Climate Change | 20 years on, world in dire straits, U.N. says | ‘Two decades after a landmark report sounded alarm bells about the state of the planet and called for urgent action to change direction, the world is still in dire straits, a UN agency says. While the UN Environment Programme’s fourth Global Environment Outlook (GEO-4) says action has been successfully taken in some regions and on some problems, the overall picture is one of sloth and neglect. “The global trends on climate, on ozone, on indeed ecosystem degradation, fisheries, in the oceans, water supplies … are still pointing downwards,” UNEP head Achim Steiner said in a short film accompanying the report’s release.’ | Jeremy Lovell, The New Zealand Herald | Sloth and Neglect would make a great band name. That’s pretty much the only positive I gathered from the article. The most frightening paragraph says, “Fishing capacity is nearly four times more than is sustainable, species are becoming extinct 100 times faster than fossil records show, and 12 per cent of birds, 23 per cent of mammals and over 30 per cent of amphibians face extinction.” That doesn’t sound bad at all.

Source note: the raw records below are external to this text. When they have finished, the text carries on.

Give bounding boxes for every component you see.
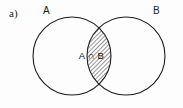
set-b-label: B — [153, 5, 160, 16]
item-label: a) — [9, 7, 18, 19]
intersection-region-label: A ∩ B — [0, 50, 183, 61]
venn-diagram-figure: a) A B A ∩ B — [0, 0, 183, 108]
set-a-label: A — [43, 5, 50, 16]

Transportation | How do you get through this? | “The new configuration of lanes, stripes and traffic signals at Highway 30 and Summit Drive/Gravois Bluffs Boulevard is called a continuous flow interchange. It was designed to reduce delays on Highway 30 just west of Highway 141 — a bottleneck-prone location where traffic can back up a quarter-mile during rush times. An average of 48,000 vehicles pass through the intersection daily, according to last year’s traffic counts.” | Elisa Crouch, St. Louis Post-Dispatch | I haven’t driven through the continuous flow interchange but a few of my coworkers who live in this area (and commute 25+ miles to work!) have said it’s . . . interesting. According to some of the people quoted in the article, it just takes time to get used to. I welcome the new design though, because if it stops back-ups, then it also stops idling, unnecessary gas burning, stress, and commute time - all good things. The entire world’s traffic should flow continuously on a global system of ground-scalators!